Write out an exact copy of the line containing "Image resolution: width=1746" and all lines that follow it in the data below, leaving out pictures.

[[ Given data open ]]

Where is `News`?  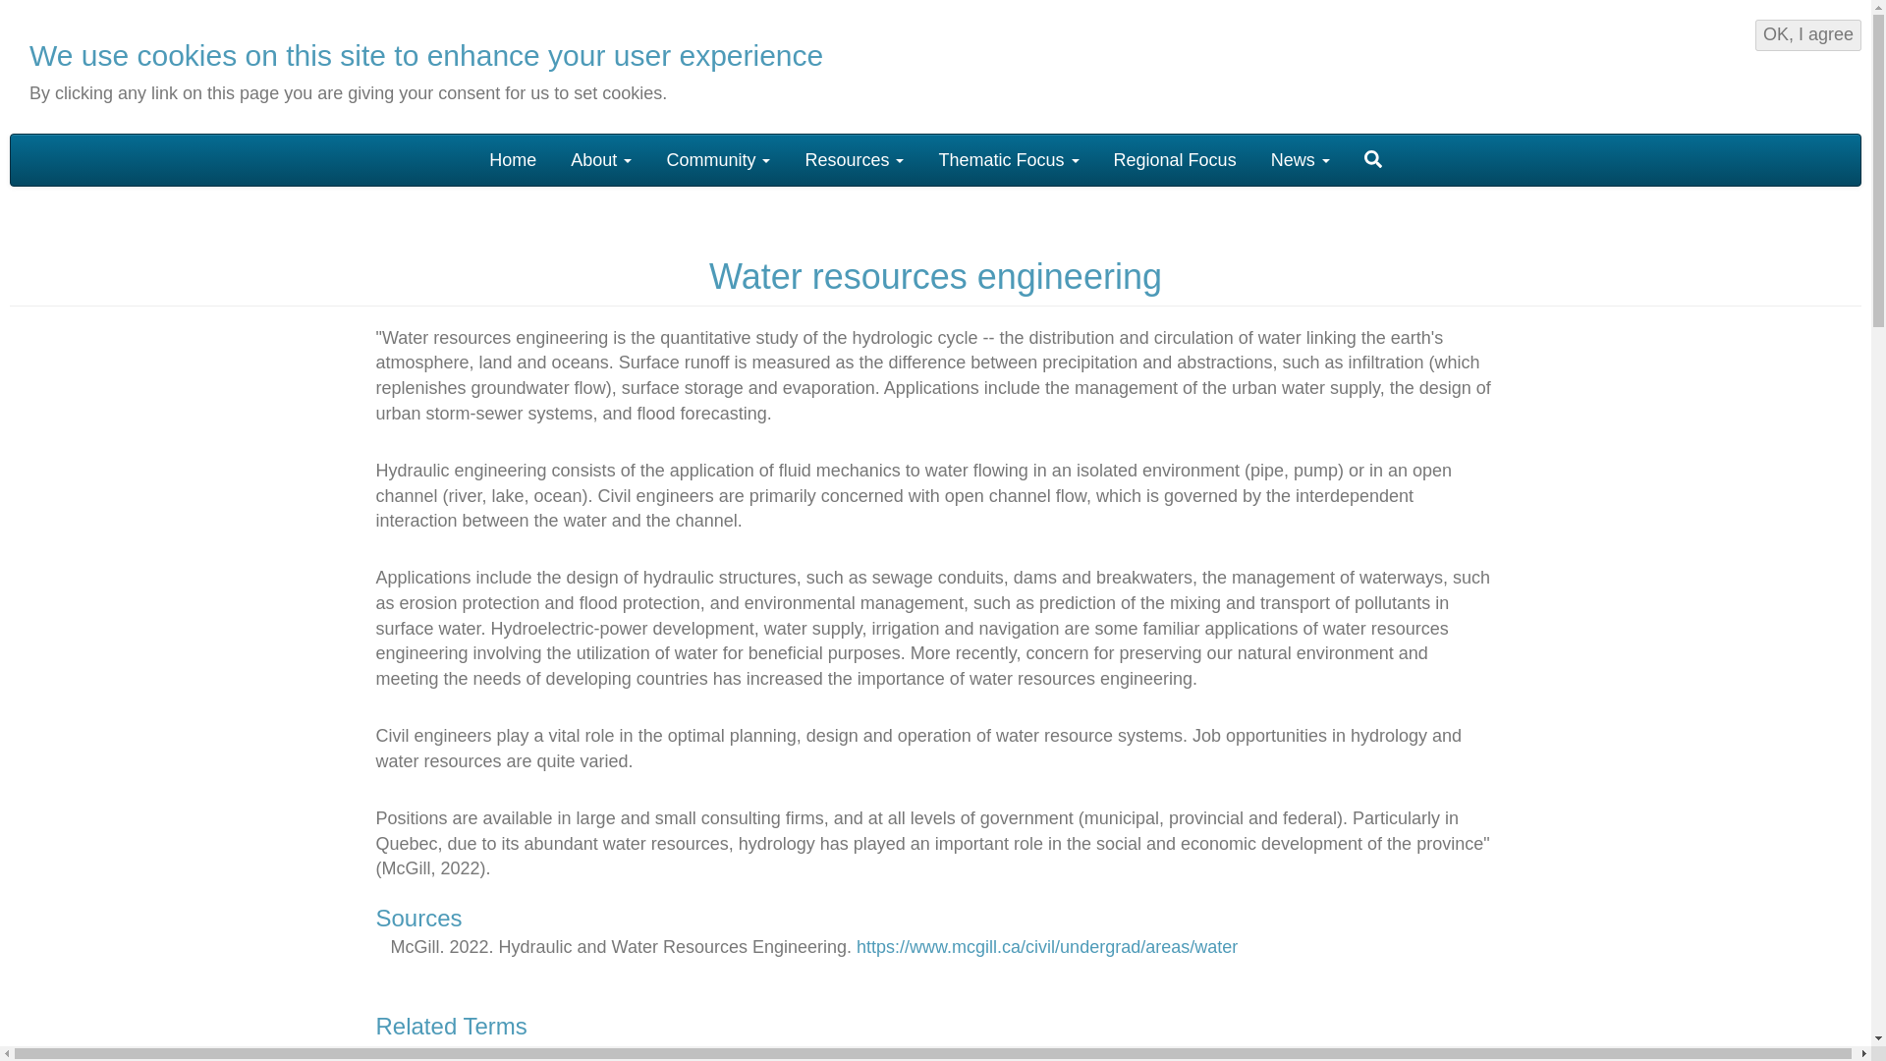
News is located at coordinates (1300, 159).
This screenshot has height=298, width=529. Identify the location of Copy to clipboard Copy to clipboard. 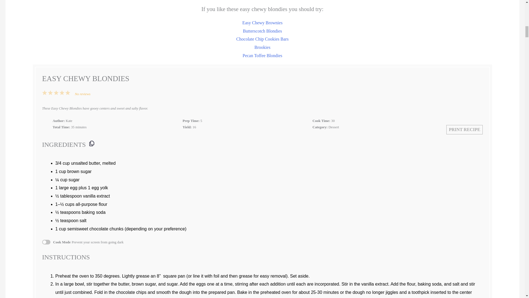
(91, 143).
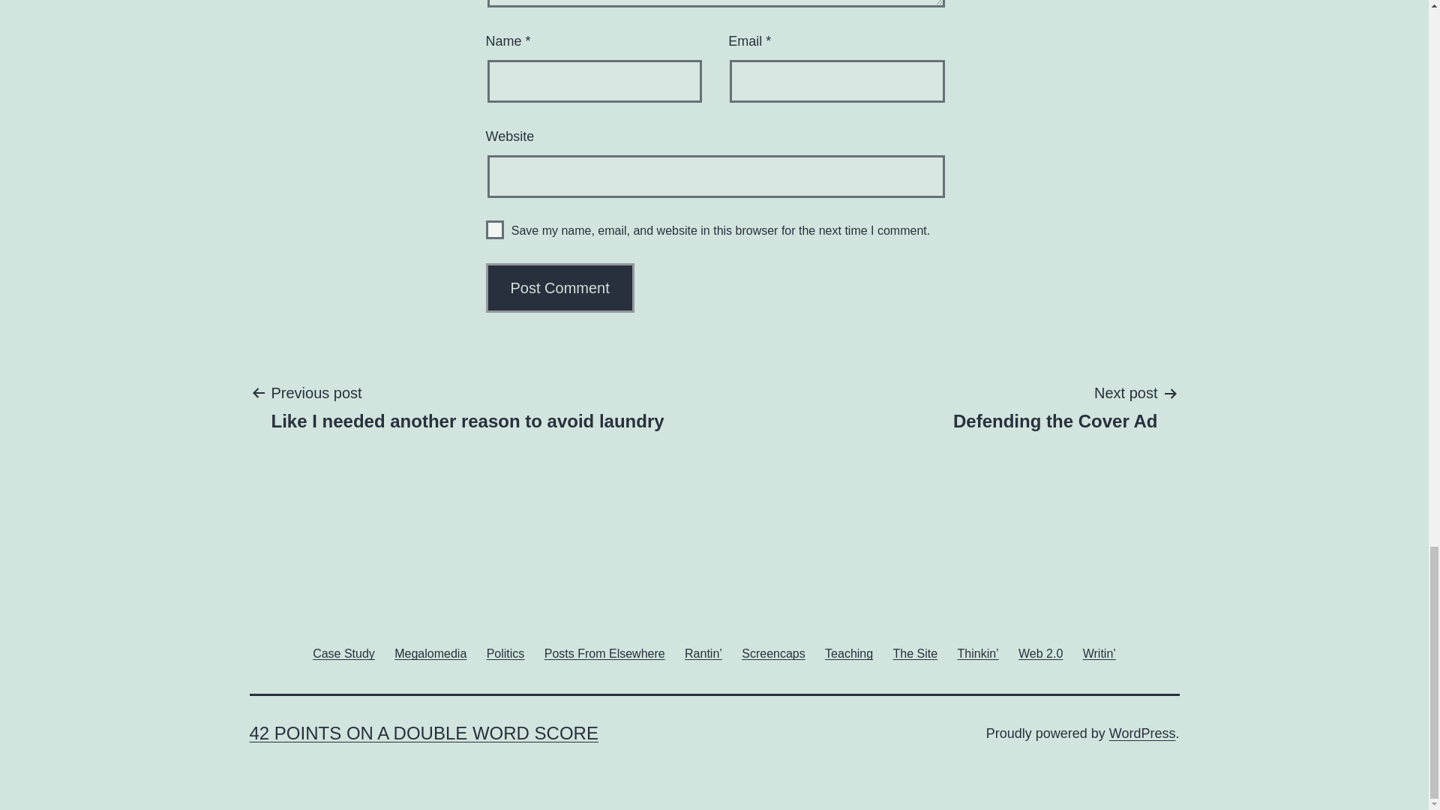 Image resolution: width=1440 pixels, height=810 pixels. What do you see at coordinates (466, 406) in the screenshot?
I see `Politics` at bounding box center [466, 406].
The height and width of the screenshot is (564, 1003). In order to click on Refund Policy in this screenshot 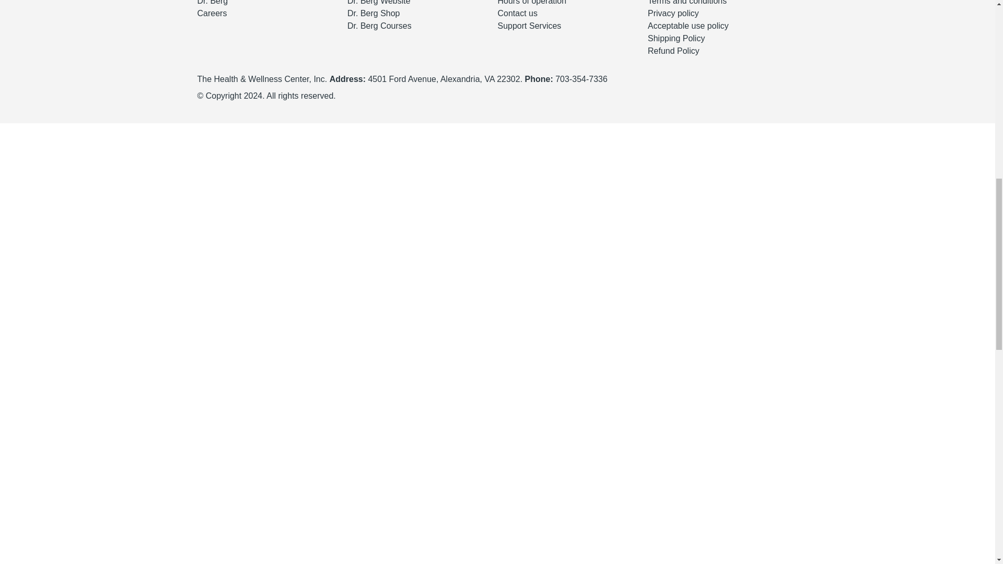, I will do `click(673, 50)`.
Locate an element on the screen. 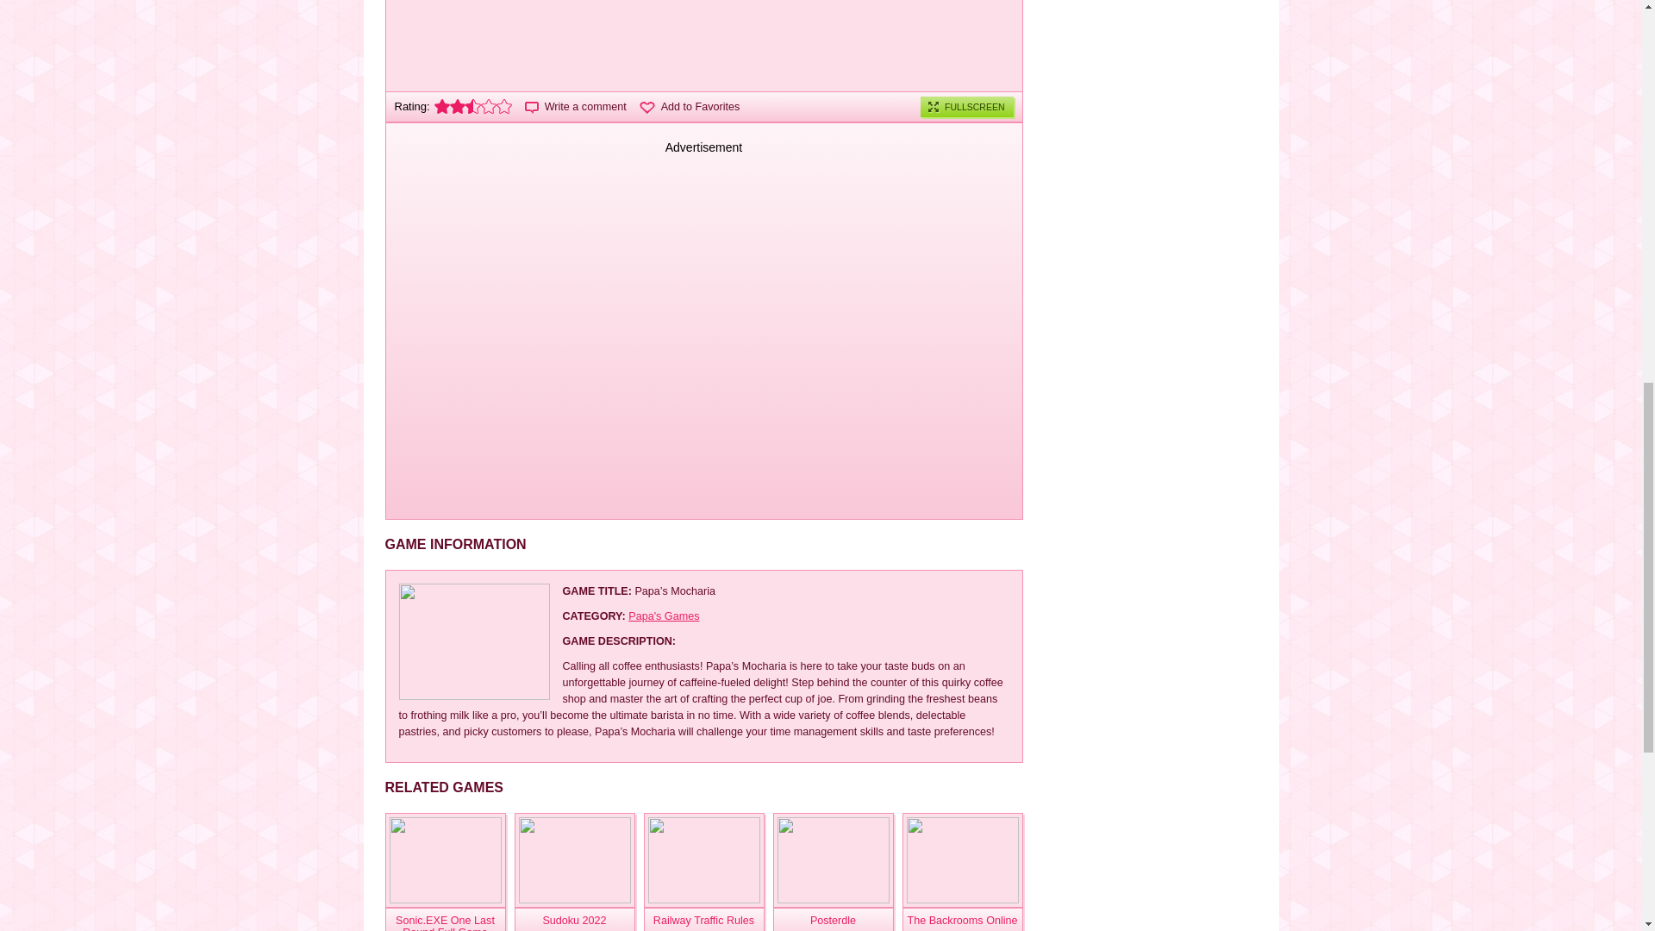 The image size is (1655, 931). 4 Stars is located at coordinates (489, 105).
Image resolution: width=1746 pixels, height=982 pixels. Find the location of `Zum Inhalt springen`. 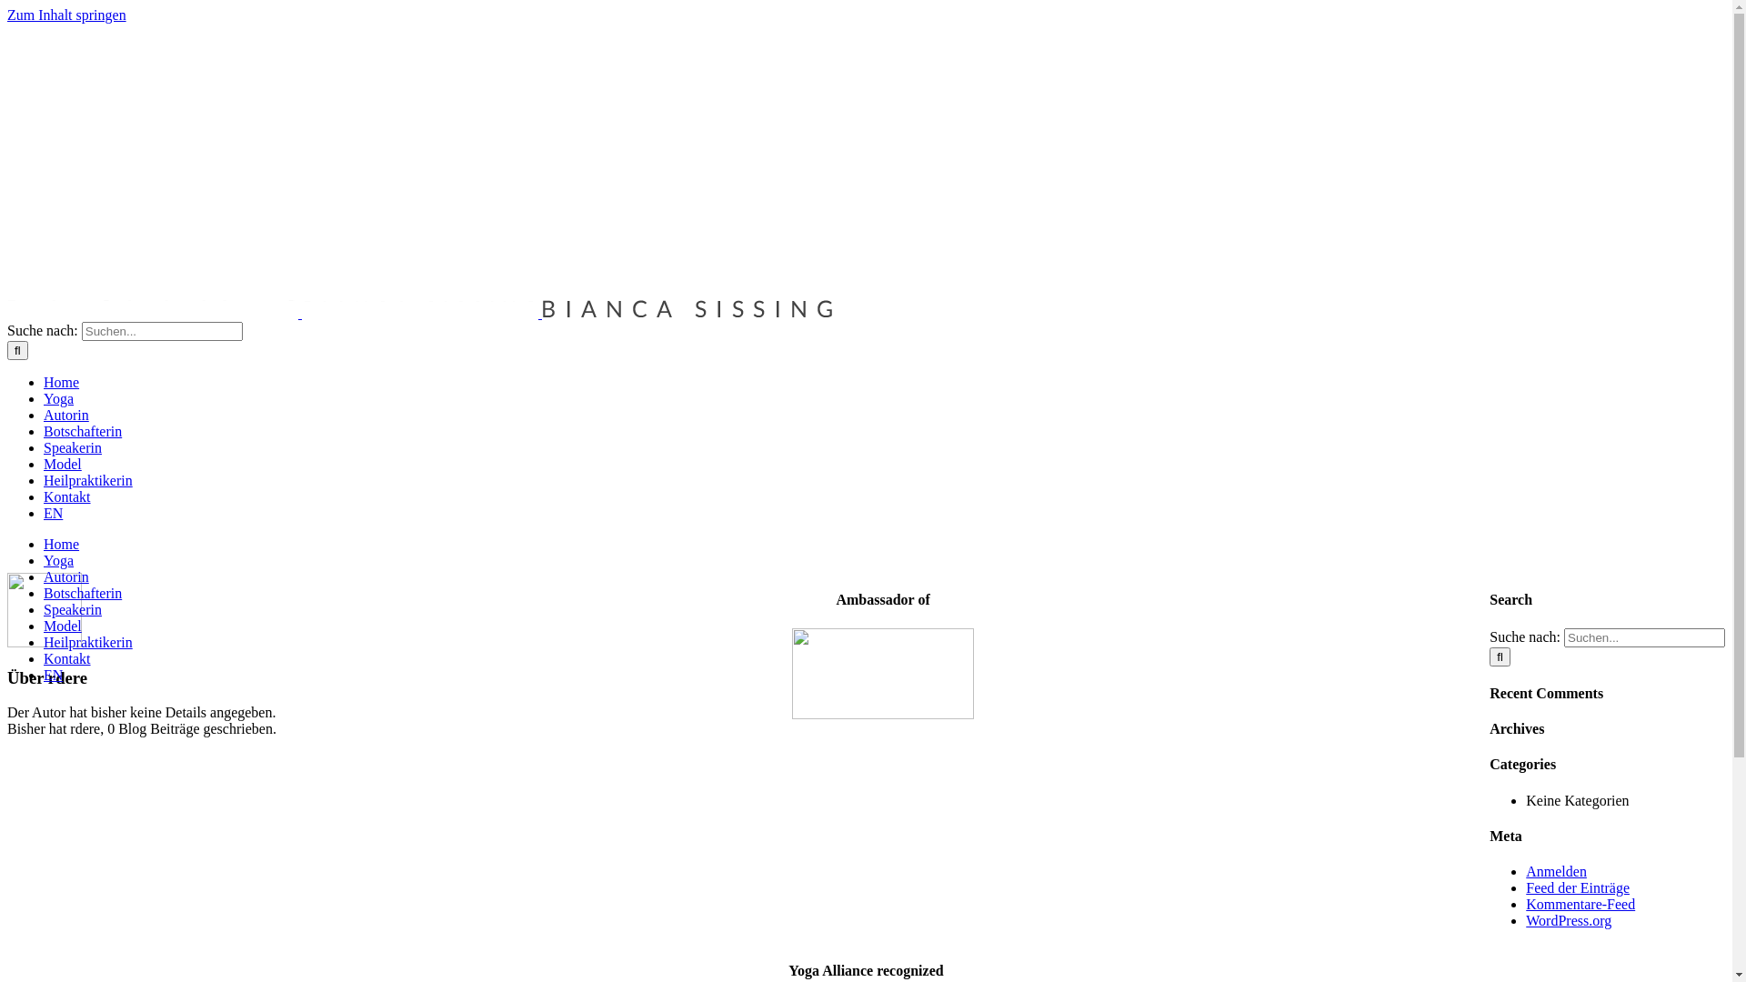

Zum Inhalt springen is located at coordinates (67, 15).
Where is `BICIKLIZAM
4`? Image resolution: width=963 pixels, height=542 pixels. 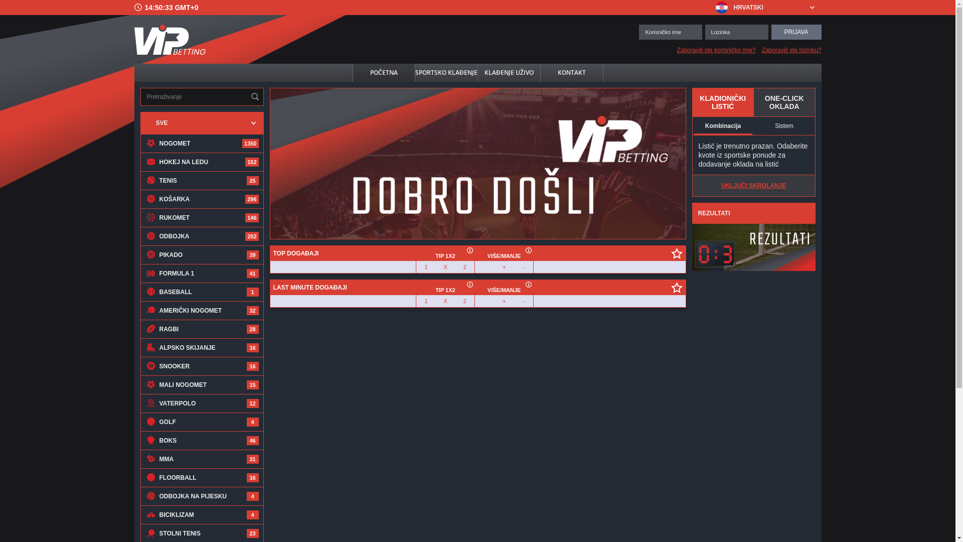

[[ Given data closed ]]

* **Result**
Image resolution: width=1746 pixels, height=982 pixels. Find the location of `Zum Inhalt springen`. 

Zum Inhalt springen is located at coordinates (67, 15).
Where is `BICIKLIZAM
4`? Image resolution: width=963 pixels, height=542 pixels. 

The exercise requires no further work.